Shortly after the murder, it became clear that Greenlay was insane, suffering from schizophrenia. Victor Van Allen, another rancher in the south country, testified at the coroner’s inquest on March 18th that he took Greenlay to Shaunavon that Saturday afternoon. On the way into town, some of the things Greenlay said made Van Allen realize he was not “normal.” Greenlay told Van Allen that was going to Shaunavon to see Sergeant Barker because together they would be able to prevent the Canadian government from selling horses to France. Greenlay said he feared trouble was to break out, and that “within a week there will be troops in the saddle,” adding that “Christ will appear in Germany in the form of a woman, and will turn the forces against Germany.” 

Photo of Sergeant Barker from the Leader-Post, March 19, 1940.
When they arrived in town, Greenlay phoned Sergeant Barker at about 7 o’clock and asked him to come to his room at the Grand Hotel. Barker, his wife, Gladys and their son Kenneth walked downtown, and while his family went to the library, Barker visited with Greenlay in his hotel room.  According to his later testimony, during their visit Greenlay apparently asked the RCMP officer to intervene for him with a girlfriend, and Barker demurred. When Barker left Greenlay’s room around 9:00 PM, Greenlay said he “heard a voice tell me to go out and shoot the evil beast.” He headed down the hotel stairs where he saw said he saw that Barker was not a man, but “a devil,” and he pulled the trigger of his .38 revolver three times.
After the funeral service in Shaunavon, Barker’s body was transported by train to Regina, where he was interred in the cemetery of the RCMP barracks. “The body was placed in the baggage car,” the Regina Leader-Post reported on March 19th. “In the day coach was Victor Richard Greenlay, charged with the murder of Sergeant Barker, and in the third coach was Mrs. Barker and her son, Kenneth.”  Greenlay was found not guilty by reason of insanity and confined to a mental institution.

Bloody Night at the Grand Hotel

“Jack” Toy Ying, a young waiter in Shaunavon, was upset. He was so upset that on Friday, May 3, 1940 he called Constable Robert Roycroft of the Shaunavon police force. Toy Ying laid a charge against the Grand Hotel, apparently involving a woman. He asked Roycroft to remove the woman in question from the hotel, and to get her out of town. So, at about 10 PM, Toy Ying, accompanied by a nervous Constable Roycroft, went to the Grand Hotel and searchted all the rooms. The woman was not found. 
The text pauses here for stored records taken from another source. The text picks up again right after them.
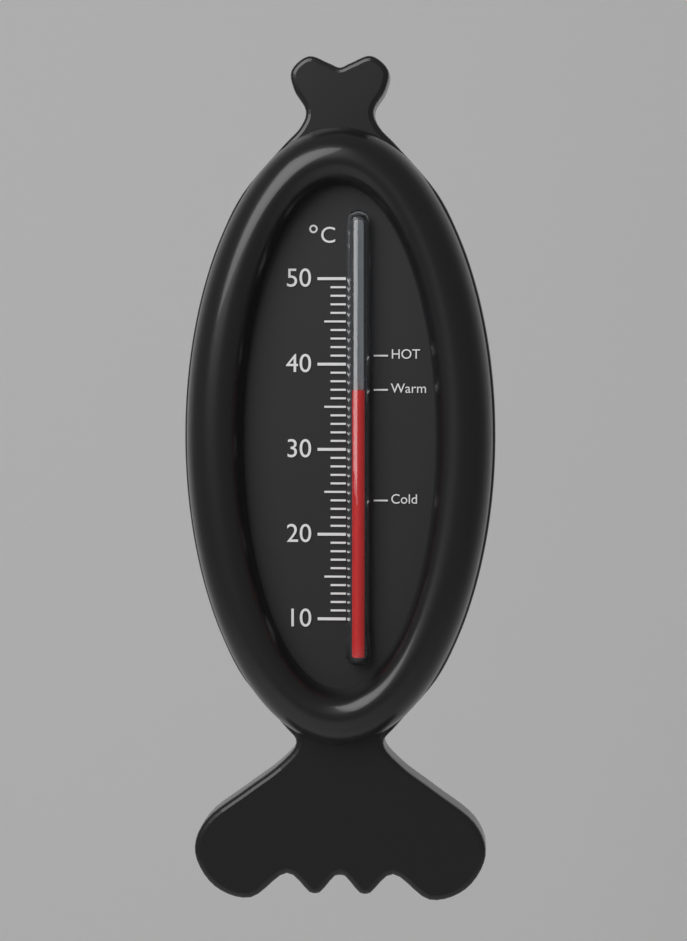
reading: 37 °C
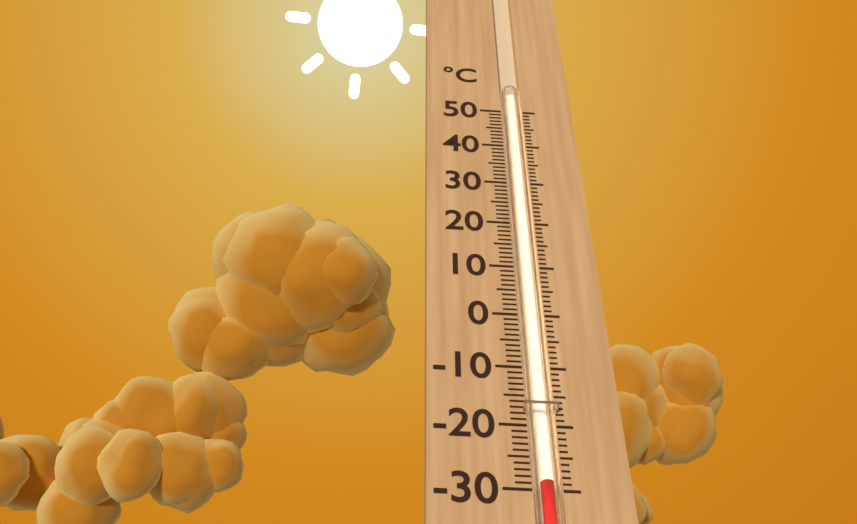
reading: -29 °C
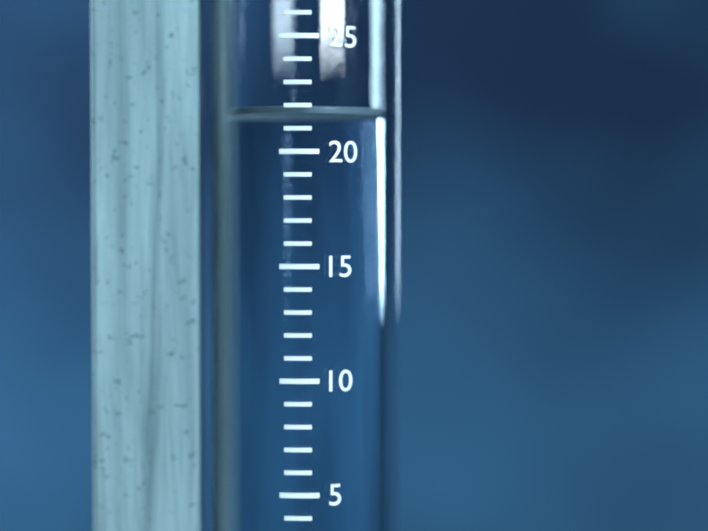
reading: 22 mm
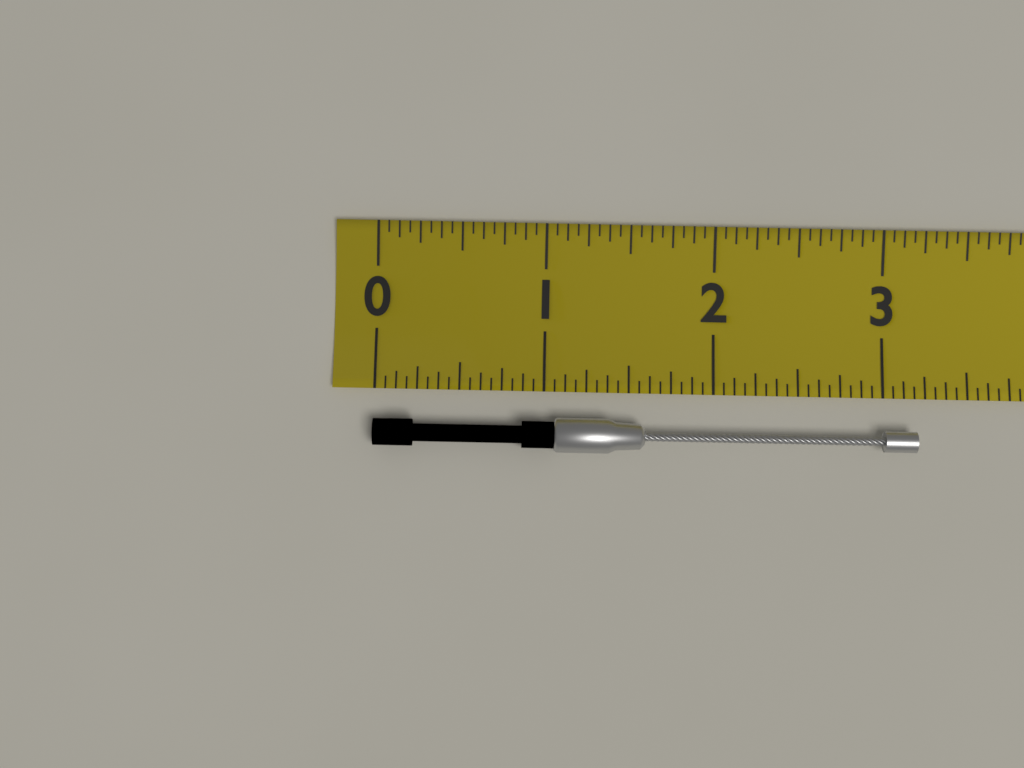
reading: 3.1875 (no unit)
With the town policeman still in tow, an angry Toy Ying confronted Mah Hop, the owner of the hotel, in the lobby. Their argument started out quietly, and then Roycroft noticed that the lobby was slowly filling up with other Chinese men. All of a sudden, the crowd of men jumped Toy Ying. Arms and legs were flying. In the melee, Roycroft wrestled some of the men off Toy Ying, who then saw his chance, ran out of the hotel, and headed off down the street. Behind him, Toy Ying left two dead and two injured, all as a result of stab wounds from a weapon he had concealed in his coat pocket. Police arrested Toy Ying the next day in Admiral, 25 miles east of Shaunavon.

Dead were Mah Hop, the 50-year-old hotel owner, and Mah Sai, the 45-year-old town baker. Mah Sai died on the exact spot where he had watched Sergeant Barker die from his bullet wounds just eight weeks earlier.  Both men had wives and children in China; Mah Hop also had a son in Nova Scotia. Mah Sam was in serious condition in the Shaunavon hospital with deep gashes in his leg and arm. Mah Yok had a surface wound.
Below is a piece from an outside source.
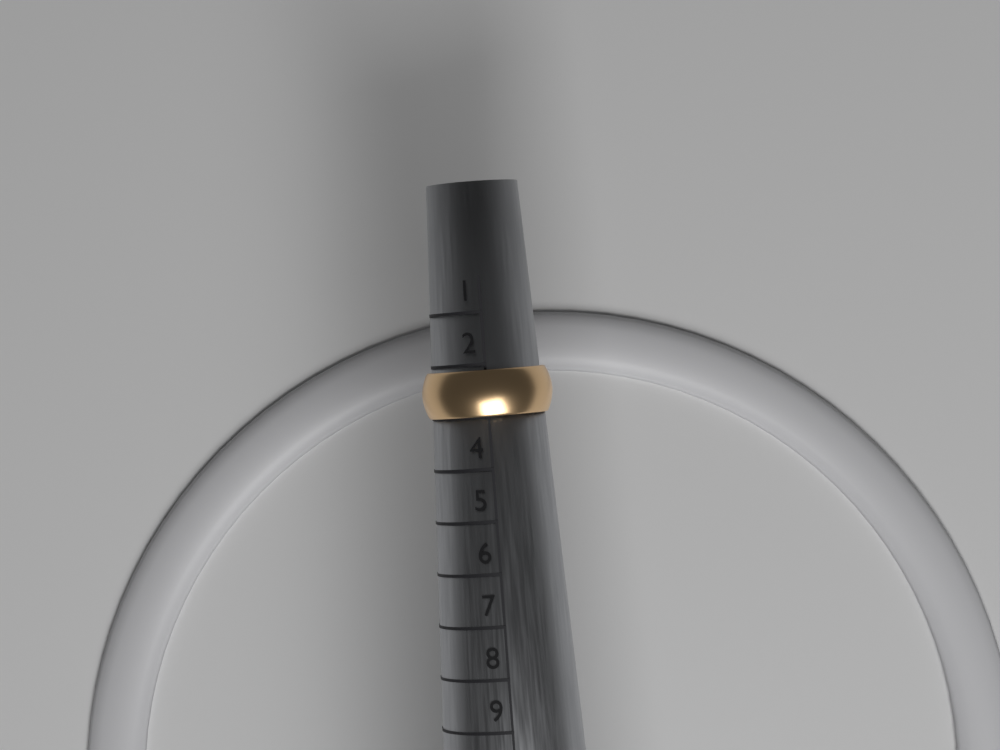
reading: 3 (no unit)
Funeral services for Mah Sai were held at the United Church in Shaunavon on May 6th. Mah Hop’s son, Mah Tun of Antigonish, Nova Scotia, arrived the following day to take charge of his father’s funeral. Both men were buried in Hillcrest Cemetery near Shaunavon.

On May 16, 1940, Toy Ying was put on trial on two charges of murder. When defense counsel, C.H.J. Burrows, K.C., Regina, asked Mah Sam through an interpreter whether he knew the woman Toy Ying wanted removed from town, Mah Sam said he had seen her in a local cafĂ©, but not in Mah Hop’s room. Three other Chinese witnesses denied any knowledge of the mystery woman.